There are two ways to represent fractional numbers, fixed-point and floating-point representations.

In Lab 3, we will be dealing with non integer values.

Fixed-Point

The bits are divided into two sections: whole and fractional. The whole section represents the integer part of the number before the decimal number. The fractional is a sum of the fractional part (with negative exponents).

For example:

1001.0110 is 1B3 + 0B2 + 0B1 + 1B0 + 0B-1 + 1B-1 + 1B-2 + 0B-3, where BN denotes \(\times 2^N\).

The fixed point representation has a predetermined location for the decimal, it is known as the radix point.

For a 8 bit register where the radix point is placed in the center, the precision is 0.0625 and the number can range between 0 and 15.9375. (page 10)

We can have more precision by moving the radix point to give more bits to the decimals, but the trade off is we lose the maximum range.

Verilog

How do we make fixed point in Verilog?

We can declare it as signed or unsigned. With a length long enough for the integer and fractional parts:

reg [15:0] position_z;

Then, when we need to use it, we just need to remember that [15:8] bits are for the integral part, and [7:0] are the fractional part.

Assignment

To assign a value, we just need to split the number into integer and fractional part. For example, to store 2.5, we know the integer part is 10 and the fractional 0.5 part is 10. Assuming our fixed point number is 8 bits long with radix point in the middle, the binary representation is 0010.1000.

Addition & Subtraction

To add the fixed point numbers, we just add the two together (treating them as integers). The overflow (carry-bit) is taken care of automatically.

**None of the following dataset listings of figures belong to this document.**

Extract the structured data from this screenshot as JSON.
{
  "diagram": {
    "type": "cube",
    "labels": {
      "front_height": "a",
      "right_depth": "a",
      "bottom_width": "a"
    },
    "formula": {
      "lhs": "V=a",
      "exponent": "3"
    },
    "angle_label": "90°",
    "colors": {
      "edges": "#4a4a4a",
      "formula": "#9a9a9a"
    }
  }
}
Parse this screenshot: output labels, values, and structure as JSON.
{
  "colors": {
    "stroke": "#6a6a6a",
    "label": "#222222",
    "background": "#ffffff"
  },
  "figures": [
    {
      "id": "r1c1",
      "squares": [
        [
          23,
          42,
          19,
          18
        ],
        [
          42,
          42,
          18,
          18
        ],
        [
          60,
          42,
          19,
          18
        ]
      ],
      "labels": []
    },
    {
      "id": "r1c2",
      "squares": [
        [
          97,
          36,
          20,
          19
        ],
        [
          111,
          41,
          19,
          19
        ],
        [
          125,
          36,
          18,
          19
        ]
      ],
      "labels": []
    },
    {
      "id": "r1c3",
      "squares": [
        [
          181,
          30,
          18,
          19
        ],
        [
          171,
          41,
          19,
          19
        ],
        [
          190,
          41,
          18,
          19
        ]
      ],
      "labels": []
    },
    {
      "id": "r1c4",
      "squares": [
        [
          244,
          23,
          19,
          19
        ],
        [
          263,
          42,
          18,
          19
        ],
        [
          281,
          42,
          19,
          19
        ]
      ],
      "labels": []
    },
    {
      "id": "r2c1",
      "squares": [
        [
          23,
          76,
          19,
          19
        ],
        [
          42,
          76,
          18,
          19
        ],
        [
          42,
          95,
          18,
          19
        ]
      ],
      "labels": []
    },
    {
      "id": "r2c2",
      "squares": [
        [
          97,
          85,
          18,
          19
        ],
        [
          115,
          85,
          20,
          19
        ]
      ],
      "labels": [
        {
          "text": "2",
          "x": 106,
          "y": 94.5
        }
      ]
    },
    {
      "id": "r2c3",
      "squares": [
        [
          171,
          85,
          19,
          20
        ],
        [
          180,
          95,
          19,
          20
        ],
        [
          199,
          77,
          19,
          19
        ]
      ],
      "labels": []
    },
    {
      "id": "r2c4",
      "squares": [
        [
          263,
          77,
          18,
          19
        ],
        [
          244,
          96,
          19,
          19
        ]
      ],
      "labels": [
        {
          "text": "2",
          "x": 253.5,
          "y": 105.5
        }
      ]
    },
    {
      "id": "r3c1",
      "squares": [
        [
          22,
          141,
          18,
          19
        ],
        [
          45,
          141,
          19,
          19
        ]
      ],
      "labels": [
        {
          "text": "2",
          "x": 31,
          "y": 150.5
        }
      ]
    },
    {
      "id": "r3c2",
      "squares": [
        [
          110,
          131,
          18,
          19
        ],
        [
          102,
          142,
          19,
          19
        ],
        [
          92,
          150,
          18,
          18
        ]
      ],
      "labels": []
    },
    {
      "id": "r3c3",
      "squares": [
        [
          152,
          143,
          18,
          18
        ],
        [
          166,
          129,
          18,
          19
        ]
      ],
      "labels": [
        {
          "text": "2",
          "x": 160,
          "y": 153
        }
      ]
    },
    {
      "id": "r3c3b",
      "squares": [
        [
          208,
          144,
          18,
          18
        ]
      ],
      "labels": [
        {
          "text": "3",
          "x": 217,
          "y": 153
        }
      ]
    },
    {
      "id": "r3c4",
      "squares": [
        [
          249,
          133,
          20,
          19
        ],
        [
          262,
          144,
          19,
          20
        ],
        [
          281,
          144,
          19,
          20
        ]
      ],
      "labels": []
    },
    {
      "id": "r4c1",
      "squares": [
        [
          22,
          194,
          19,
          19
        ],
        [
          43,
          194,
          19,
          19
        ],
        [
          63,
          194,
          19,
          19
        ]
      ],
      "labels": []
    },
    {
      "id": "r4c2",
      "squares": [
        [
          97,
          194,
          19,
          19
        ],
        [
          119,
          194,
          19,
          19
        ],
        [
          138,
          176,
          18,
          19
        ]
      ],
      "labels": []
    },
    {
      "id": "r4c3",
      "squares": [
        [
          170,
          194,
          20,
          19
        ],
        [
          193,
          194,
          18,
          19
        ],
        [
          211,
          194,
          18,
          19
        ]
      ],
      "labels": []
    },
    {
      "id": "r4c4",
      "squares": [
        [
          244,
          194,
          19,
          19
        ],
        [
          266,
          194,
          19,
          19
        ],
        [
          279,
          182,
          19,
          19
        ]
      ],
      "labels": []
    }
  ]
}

reg [15:0] position, velocity;
position <= position + velocity;

Subtraction is the same thing except negative.

Multiplication

To multiply, we treat bits as integers and perform multiplication. But we need to shift the radix point and shift accordingly. For example, 000011.01 times 000110.10 gets 101010010. Since the two multiplicand have two decimal places, we need to put 4 bits for the output of the fractional part: 10101.0010. Then we need to fix the output back to the fixed radix by shifting the bits right by 2. Finally, our actual answer is 010101.00 .

Note that we are losing precision when we performed the shift. This is a fundamental disadvantage of fixed-point numbers.

Comparison

left as an exercise

Floating Point

If we care about the precision when the magnitude is small. but not so much when the magnitude is large, we could use floating point.

Consider the number 7241.0381 again. We can represent this as \(72410381\times 10^{-4}\). Thus, the representation follows

\[\text{significant}\times\text{base}^{\text{exponent}}\]

The exponent and significant/mantissa are stored as bits.

Single Precision (32-bit) has 1 sign bit, 8 exponent bits, and the rest are mantissa bits.

Double Precision (64-bit) has 1 sign bit, X exponent bits, and the rest are mantissa bits


Example

50.5625 is 110010.1001 . To represent this in floating point, we need to first find the normalized scientific notion: \(5.05625\times 10^-1\). Note that it is normalized and only has one digit before the decimal place. The binary is now 1.100101001B5 We don’t need to represent the first bit before the decimal. So the reset of the decimals are stored in mantissa. The mantissa now is: 1001010010000000000000.

The exponent is \(2^5\), and 5 is expressed in binary as 101. The exponent bits are signed, but we don’t represent negative in two’s compliment because comparison would be more difficult. The solution is to adding a bias / offset to put the exponent into unsigned range. The bias is a standard.

The bias for single-precision is 127, and 1023 for double precision. This is part of the standard.

So we take 5 (101) and we add 127 (01111111) and we get 10000100 for the exponent bits.

Since the number is positive, the sign bit is 0.

Finally, the whole 32 bit number will look like 0 | 10000100 | 100101001000000000000.


Note that real keyword doesn’t work on FPGAs and cannot be synthesized.

In modern FPGAs, there are floating point blocks that require special instructions to activate. There are libraries available for working with floating point format.